All emojis
Emojis (from Japanese ็ตตๆๅญ, meaning 'picture character') are Unicode pictographs that can be used in any text, just like regular letters and numbers. They are standardized by the Unicode Consortium and work across all modern operating systems, browsers and applications.
Key features of emojis:
For HTML-encoded special characters like Greek letters (ฮผ), arrows (โ) and quotes (ยซยป), see the HTML character map.
Find emojis by typing keywords like "smile", "heart", "flag" or "animal". Popular searches: arrows • clocks • country flags • fruits • games • phones • hearts • faces or browse random emojis
love letter
thumbs down: medium-dark skin tone
man frowning: medium skin tone
woman frowning
person pouting: medium skin tone
man shrugging: medium skin tone
technologist: medium skin tone
detective: light skin tone
baby angel: medium skin tone
mermaid: dark skin tone
man elf: medium-dark skin tone
woman playing water polo: medium skin tone
kiss: woman, man, dark skin tone, medium-dark skin tone
kiss: man, man, light skin tone, medium-light skin tone
kiss: woman, woman, medium-dark skin tone, medium skin tone
couple with heart: man, man, medium-dark skin tone, medium-light skin tone
manual wheelchair
flute
magnifying glass tilted left
star of David
peace symbol
flag: Bangladesh
flag: Iraq
flag: Paraguay
Copy and paste: Click on any emoji to see its details, then copy the character or code you need.
In HTML: Use the Unicode codepoint like 😀 or paste the emoji directly.
😀
In URLs: Use the URL-encoded version like %F0%9F%98%80 for query parameters.
%F0%9F%98%80
In domain names: Use punycode encoding for emoji domains (e.g., ๐ฉ.la becomes xn--ls8h.la).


> **YOUR ASSIGNMENT**
Please find the lines in the following records that hold "Saved", and copy them.

> **DATA**
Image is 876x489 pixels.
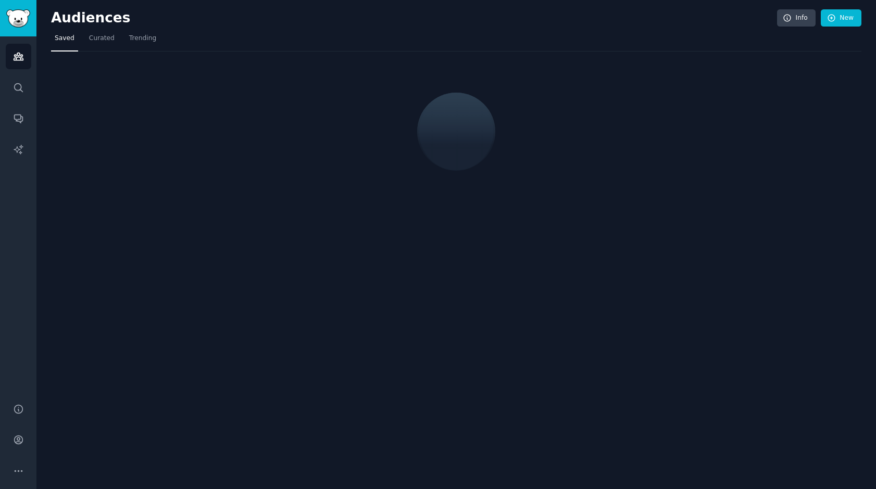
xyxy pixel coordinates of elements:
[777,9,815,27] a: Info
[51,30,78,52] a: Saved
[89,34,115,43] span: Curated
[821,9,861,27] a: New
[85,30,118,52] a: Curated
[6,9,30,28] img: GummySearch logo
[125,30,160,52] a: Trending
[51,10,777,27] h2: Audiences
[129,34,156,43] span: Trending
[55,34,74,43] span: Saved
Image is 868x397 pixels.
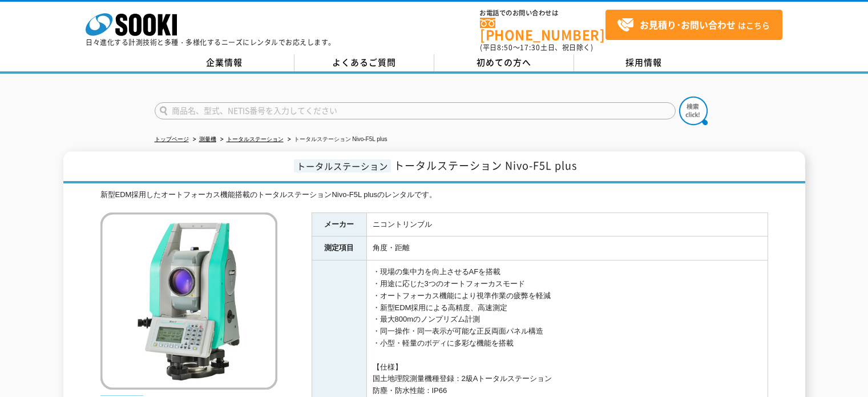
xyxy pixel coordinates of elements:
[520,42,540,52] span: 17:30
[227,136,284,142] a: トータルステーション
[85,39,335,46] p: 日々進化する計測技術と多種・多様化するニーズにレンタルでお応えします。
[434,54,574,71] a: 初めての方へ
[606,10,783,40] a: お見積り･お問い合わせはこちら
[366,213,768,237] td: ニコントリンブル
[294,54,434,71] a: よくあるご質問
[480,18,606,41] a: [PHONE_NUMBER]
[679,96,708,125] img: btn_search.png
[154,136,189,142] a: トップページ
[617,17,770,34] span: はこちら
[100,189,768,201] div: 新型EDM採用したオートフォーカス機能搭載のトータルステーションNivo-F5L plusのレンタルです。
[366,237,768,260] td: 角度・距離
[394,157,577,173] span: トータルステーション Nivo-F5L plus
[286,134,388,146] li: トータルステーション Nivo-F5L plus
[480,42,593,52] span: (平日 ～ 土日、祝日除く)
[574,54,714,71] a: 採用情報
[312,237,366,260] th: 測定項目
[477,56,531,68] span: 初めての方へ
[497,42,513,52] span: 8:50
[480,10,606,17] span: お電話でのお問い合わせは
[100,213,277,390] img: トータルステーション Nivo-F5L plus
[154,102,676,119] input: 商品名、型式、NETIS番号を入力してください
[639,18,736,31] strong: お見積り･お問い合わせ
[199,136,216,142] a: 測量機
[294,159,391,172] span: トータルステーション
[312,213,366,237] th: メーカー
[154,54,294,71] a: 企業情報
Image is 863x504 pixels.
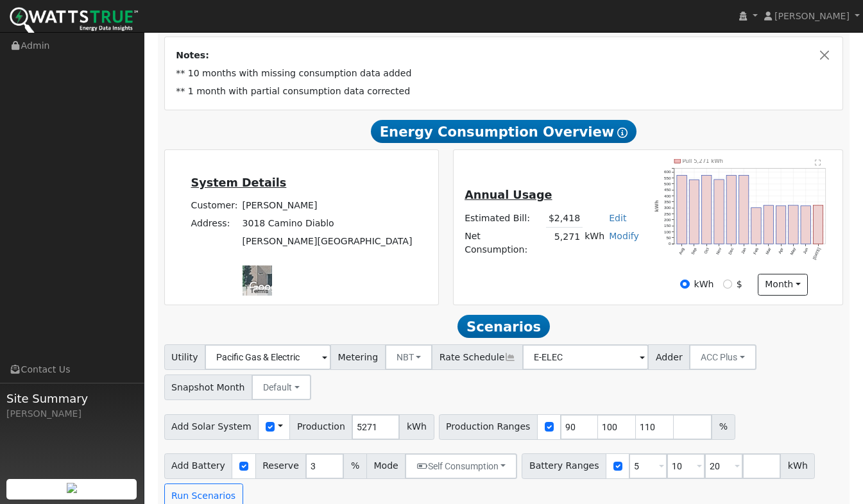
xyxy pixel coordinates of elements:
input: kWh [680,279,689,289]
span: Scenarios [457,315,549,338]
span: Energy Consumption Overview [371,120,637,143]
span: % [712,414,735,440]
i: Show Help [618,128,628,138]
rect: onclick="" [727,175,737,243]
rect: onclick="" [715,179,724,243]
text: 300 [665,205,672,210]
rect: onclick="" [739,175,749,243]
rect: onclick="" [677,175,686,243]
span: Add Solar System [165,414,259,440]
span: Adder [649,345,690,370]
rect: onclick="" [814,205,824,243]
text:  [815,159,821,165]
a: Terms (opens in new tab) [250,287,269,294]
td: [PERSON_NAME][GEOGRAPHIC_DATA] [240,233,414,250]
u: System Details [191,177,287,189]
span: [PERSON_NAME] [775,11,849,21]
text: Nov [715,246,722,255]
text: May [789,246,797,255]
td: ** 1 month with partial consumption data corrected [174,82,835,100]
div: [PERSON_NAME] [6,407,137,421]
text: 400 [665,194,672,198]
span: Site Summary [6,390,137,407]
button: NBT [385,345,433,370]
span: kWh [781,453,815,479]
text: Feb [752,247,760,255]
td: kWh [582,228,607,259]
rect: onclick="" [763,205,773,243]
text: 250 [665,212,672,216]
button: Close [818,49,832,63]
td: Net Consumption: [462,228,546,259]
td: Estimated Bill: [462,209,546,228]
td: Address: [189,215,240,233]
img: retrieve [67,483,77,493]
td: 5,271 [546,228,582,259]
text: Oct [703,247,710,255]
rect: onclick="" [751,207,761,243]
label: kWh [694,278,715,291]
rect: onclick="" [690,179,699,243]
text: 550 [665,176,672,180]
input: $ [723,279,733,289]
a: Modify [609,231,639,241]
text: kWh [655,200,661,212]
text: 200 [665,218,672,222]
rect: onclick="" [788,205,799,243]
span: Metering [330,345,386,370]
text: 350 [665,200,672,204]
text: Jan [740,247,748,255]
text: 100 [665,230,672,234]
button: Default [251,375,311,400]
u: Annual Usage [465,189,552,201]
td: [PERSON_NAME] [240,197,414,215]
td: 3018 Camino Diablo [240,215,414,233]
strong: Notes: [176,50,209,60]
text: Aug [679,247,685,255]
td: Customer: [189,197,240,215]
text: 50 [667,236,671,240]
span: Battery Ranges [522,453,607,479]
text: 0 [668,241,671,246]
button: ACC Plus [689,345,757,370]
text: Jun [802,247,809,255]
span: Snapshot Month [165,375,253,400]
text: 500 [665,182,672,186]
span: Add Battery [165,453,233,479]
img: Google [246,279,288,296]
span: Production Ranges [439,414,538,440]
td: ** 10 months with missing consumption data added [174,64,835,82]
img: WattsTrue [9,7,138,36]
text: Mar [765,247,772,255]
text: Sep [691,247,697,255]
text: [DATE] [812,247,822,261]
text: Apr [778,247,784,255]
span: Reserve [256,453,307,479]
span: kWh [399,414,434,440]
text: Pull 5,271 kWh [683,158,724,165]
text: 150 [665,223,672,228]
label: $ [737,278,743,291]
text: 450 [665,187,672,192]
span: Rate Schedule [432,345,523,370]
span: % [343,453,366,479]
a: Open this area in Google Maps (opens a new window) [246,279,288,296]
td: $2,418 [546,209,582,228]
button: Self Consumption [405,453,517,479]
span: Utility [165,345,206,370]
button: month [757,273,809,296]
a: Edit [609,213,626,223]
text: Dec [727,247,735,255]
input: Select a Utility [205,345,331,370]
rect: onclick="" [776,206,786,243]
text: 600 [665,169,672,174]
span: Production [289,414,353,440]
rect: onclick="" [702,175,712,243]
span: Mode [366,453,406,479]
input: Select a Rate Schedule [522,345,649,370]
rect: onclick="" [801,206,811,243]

> **OUTPUT OF THE EXERCISE**
[51,30,78,52] a: Saved
[55,34,74,43] span: Saved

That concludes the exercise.